Thursday, July 2, 2009

Your world in your pocket

I've been excited by the idea of a truly portable operating environment for a while. I'd love to be able to sit down at any workstation and fire up my world -- my documents, my web browser bookmarks, everything. We're a long way away from that still (I'd love for everything to be in some sort of reliable, secure, always-on inexpensive cloud, with native-desktop-speed access to that...), but getting closer.

I'm theoretically entering a situation where I won't have access to my personal computers, but will have access to workstations in an unknown but presumed locked down configuration -- pretty typical for many who access the world through libraries, university (or high school) computer labs, want a way to catch up on personal email during lunch breaks at the office, at a business center at a hotel, whatever. (Always adhering to the local usage and access policies, of course!) Being able to fire up my VPN and encrypted volumes to have secure access to my work is a Good Thing.

As such, I want to have an environment (Windows with Cygwin, I guess, to straddle both worlds but still have native access to, e.g., Acrobat Pro and Microsoft Office, two essential tools for a lawyer, though I've used scan2pdf and OpenOffice.org with some success) I can carry with me and run as an unprivileged (non-administrator) user.
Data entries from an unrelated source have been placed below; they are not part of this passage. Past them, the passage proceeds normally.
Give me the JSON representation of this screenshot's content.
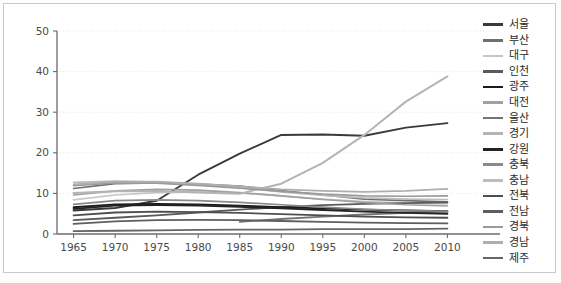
{
  "chart_data": {
    "type": "line",
    "title": "",
    "xlabel": "",
    "ylabel": "",
    "x": [
      1965,
      1970,
      1975,
      1980,
      1985,
      1990,
      1995,
      2000,
      2005,
      2010
    ],
    "xlim": [
      1963,
      2012
    ],
    "ylim": [
      0,
      50
    ],
    "xticks": [
      "1965",
      "1970",
      "1975",
      "1980",
      "1985",
      "1990",
      "1995",
      "2000",
      "2005",
      "2010"
    ],
    "yticks": [
      "0",
      "10",
      "20",
      "30",
      "40",
      "50"
    ],
    "grid": true,
    "legend_position": "right",
    "series": [
      {
        "name": "서울",
        "color": "#3a3a3a",
        "width": 1.9,
        "x": [
          1965,
          1970,
          1975,
          1980,
          1985,
          1990,
          1995,
          2000,
          2005,
          2010
        ],
        "values": [
          5.8,
          6.4,
          8.2,
          14.6,
          19.8,
          24.4,
          24.5,
          24.2,
          26.2,
          27.3
        ]
      },
      {
        "name": "부산",
        "color": "#6f6f6f",
        "width": 1.7,
        "x": [
          1965,
          1970,
          1975,
          1980,
          1985,
          1990,
          1995,
          2000,
          2005,
          2010
        ],
        "values": [
          11.2,
          12.4,
          12.6,
          12.3,
          11.8,
          10.7,
          9.6,
          8.6,
          8.2,
          7.9
        ]
      },
      {
        "name": "대구",
        "color": "#c6c6c6",
        "width": 1.7,
        "x": [
          1965,
          1970,
          1975,
          1980,
          1985,
          1990,
          1995,
          2000,
          2005,
          2010
        ],
        "values": [
          8.4,
          9.6,
          10.2,
          10.4,
          10.1,
          9.4,
          8.6,
          8.0,
          7.6,
          7.4
        ]
      },
      {
        "name": "인천",
        "color": "#5a5a5a",
        "width": 1.8,
        "x": [
          1965,
          1970,
          1975,
          1980,
          1985,
          1990,
          1995,
          2000,
          2005,
          2010
        ],
        "values": [
          3.4,
          4.0,
          4.6,
          5.3,
          6.0,
          6.6,
          7.1,
          7.4,
          7.6,
          7.8
        ]
      },
      {
        "name": "광주",
        "color": "#1c1c1c",
        "width": 1.9,
        "x": [
          1965,
          1970,
          1975,
          1980,
          1985,
          1990,
          1995,
          2000,
          2005,
          2010
        ],
        "values": [
          6.6,
          7.3,
          7.4,
          7.3,
          7.0,
          6.6,
          6.3,
          6.0,
          5.8,
          5.6
        ]
      },
      {
        "name": "대전",
        "color": "#a0a0a0",
        "width": 1.7,
        "x": [
          1965,
          1970,
          1975,
          1980,
          1985,
          1990,
          1995,
          2000,
          2005,
          2010
        ],
        "values": [
          9.6,
          10.6,
          11.0,
          10.8,
          10.2,
          9.4,
          8.5,
          7.8,
          7.2,
          6.9
        ]
      },
      {
        "name": "울산",
        "color": "#747474",
        "width": 1.8,
        "x": [
          1985,
          1990,
          1995,
          2000,
          2005,
          2010
        ],
        "values": [
          3.0,
          3.7,
          4.3,
          4.8,
          5.2,
          5.5
        ]
      },
      {
        "name": "경기",
        "color": "#b4b4b4",
        "width": 2.0,
        "x": [
          1965,
          1970,
          1975,
          1980,
          1985,
          1990,
          1995,
          2000,
          2005,
          2010
        ],
        "values": [
          10.1,
          10.5,
          10.6,
          10.2,
          9.9,
          12.4,
          17.5,
          24.4,
          32.6,
          38.8
        ]
      },
      {
        "name": "강원",
        "color": "#232323",
        "width": 1.9,
        "x": [
          1965,
          1970,
          1975,
          1980,
          1985,
          1990,
          1995,
          2000,
          2005,
          2010
        ],
        "values": [
          6.2,
          7.0,
          7.1,
          7.0,
          6.7,
          6.3,
          5.9,
          5.5,
          5.2,
          5.0
        ]
      },
      {
        "name": "충북",
        "color": "#8a8a8a",
        "width": 1.7,
        "x": [
          1965,
          1970,
          1975,
          1980,
          1985,
          1990,
          1995,
          2000,
          2005,
          2010
        ],
        "values": [
          7.3,
          8.2,
          8.4,
          8.2,
          7.8,
          7.2,
          6.6,
          6.1,
          5.8,
          5.6
        ]
      },
      {
        "name": "충남",
        "color": "#bdbdbd",
        "width": 1.7,
        "x": [
          1965,
          1970,
          1975,
          1980,
          1985,
          1990,
          1995,
          2000,
          2005,
          2010
        ],
        "values": [
          12.7,
          13.0,
          12.8,
          12.2,
          11.4,
          10.4,
          9.5,
          8.9,
          8.6,
          8.5
        ]
      },
      {
        "name": "전북",
        "color": "#4e4e4e",
        "width": 1.8,
        "x": [
          1965,
          1970,
          1975,
          1980,
          1985,
          1990,
          1995,
          2000,
          2005,
          2010
        ],
        "values": [
          4.6,
          5.3,
          5.5,
          5.4,
          5.2,
          4.9,
          4.6,
          4.3,
          4.1,
          4.0
        ]
      },
      {
        "name": "전남",
        "color": "#5e5e5e",
        "width": 1.8,
        "x": [
          1965,
          1970,
          1975,
          1980,
          1985,
          1990,
          1995,
          2000,
          2005,
          2010
        ],
        "values": [
          2.5,
          3.1,
          3.4,
          3.5,
          3.4,
          3.2,
          3.0,
          2.8,
          2.7,
          2.6
        ]
      },
      {
        "name": "경북",
        "color": "#9a9a9a",
        "width": 1.7,
        "x": [
          1965,
          1970,
          1975,
          1980,
          1985,
          1990,
          1995,
          2000,
          2005,
          2010
        ],
        "values": [
          11.9,
          12.6,
          12.5,
          12.0,
          11.3,
          10.5,
          9.8,
          9.4,
          9.3,
          9.4
        ]
      },
      {
        "name": "경남",
        "color": "#aeaeae",
        "width": 1.8,
        "x": [
          1965,
          1970,
          1975,
          1980,
          1985,
          1990,
          1995,
          2000,
          2005,
          2010
        ],
        "values": [
          12.2,
          12.9,
          12.9,
          12.4,
          11.7,
          11.0,
          10.6,
          10.4,
          10.6,
          11.1
        ]
      },
      {
        "name": "제주",
        "color": "#666666",
        "width": 1.8,
        "x": [
          1965,
          1970,
          1975,
          1980,
          1985,
          1990,
          1995,
          2000,
          2005,
          2010
        ],
        "values": [
          0.7,
          0.8,
          0.9,
          1.0,
          1.1,
          1.1,
          1.2,
          1.2,
          1.2,
          1.3
        ]
      }
    ]
  }
}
I had high hopes for VMware ACE, but alas it requires the installation of VMware Player, which requires administrator access. MokaFive and its ilk all seem to likewise require admin rights. So far, the only real option seems to be QEMU, through Qemu Manager. So far so good, except I think I found an issue with the "File Transfer" functionality -- when using PASV mode it reports an IP address of 127.0.0.1, rather than the 10.0.2.2 the client will need to connect to. It's also not quite as fast as VMware, but otherwise appears to be as capable as I need it to be, especially once I transferred it from my fast, but nowhere near native hard drive speed, USB drive onto my laptop's internal drive for the purpose of setting up software. (I'll move it back to the USB drive for its intended use, obviously.)